Are you really friends though? You’re supposedly also friends with Robert Pattinson, Jamie Dornan, Tom Hiddleston… How do you meet these hot young actors?
What do you mean? Where do you meet people? Do you want to go online – lookingforanactor.com?
I’m not looking for dating advice, but is that something actors do, say nice things about people they may have worked with once or twice?
When you’ve been in the acting world long enough you work with people again and again. Jamie, Rob, Andrew Garfield and I have been working for about 12 years, starting in theatre in London. I was at school and university with Tom Hiddleston. When we go to Los Angeles we would stay on friends’ floors and as a group of Brits we would stick together and help each other with auditions. People become family. So they are actually friends, I promise we’re not just pumping hot air up each others’…
Are they on your Christmas card list?
I was just talking to Hannah, my girlfriend [yes, he used the word girlfriend four days before marrying her], about Christmas cards. I feel like the second you start a Christmas card list then you can never stop and you’re perpetually causing offence to people – if you forget to send one and you did the year before. Although as a kid I used to love making Christmas cards, with a bit of Pritt Stick and glitter. It was probably my favourite time of the year.
Next year you have two different projects. Jupiter Ascending, a sci-fi blockbuster from Matrix-makers the Wachowskis, then The Danish Girl, from Les Mis director Tom Hooper, where you play one of the first people to have a sex change in the 1930s. What do you look for in a role?
Trying to play something outside of what I’ve done before is definitely of interest. Whenever I read a script I can normally instantly have a gut reaction. It’s an annoying phrase, ‘trust your instincts’, because I’m like – okay, how do I know what that is? How do I define my instincts? Recognising what your instincts are is half the battle.
Your role in The Theory of Everything will change your career. Has it already changed your life?

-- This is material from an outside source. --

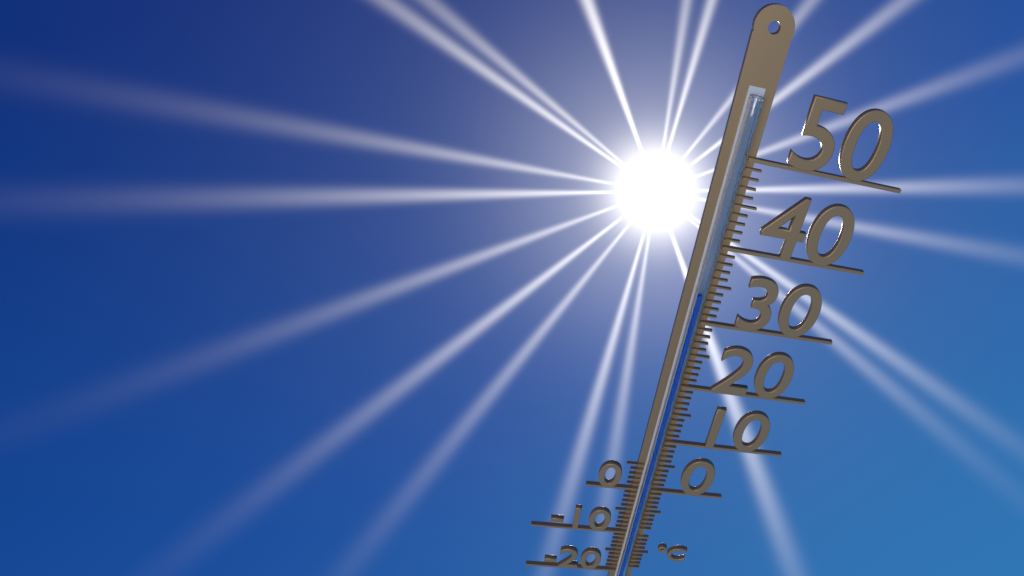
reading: 34 °C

I’m one of these people who gets caught up in the foibles and anxieties of my everyday bollocks, the small stuff. Stephen was given this diagnosis of two years and says that beyond those two years, every day has been a gift. We all have limitations put on us in some shape or form by other people, it’s how we supersede them that’s interesting. Remembering we only have one shot is what I took away – to live each moment fully.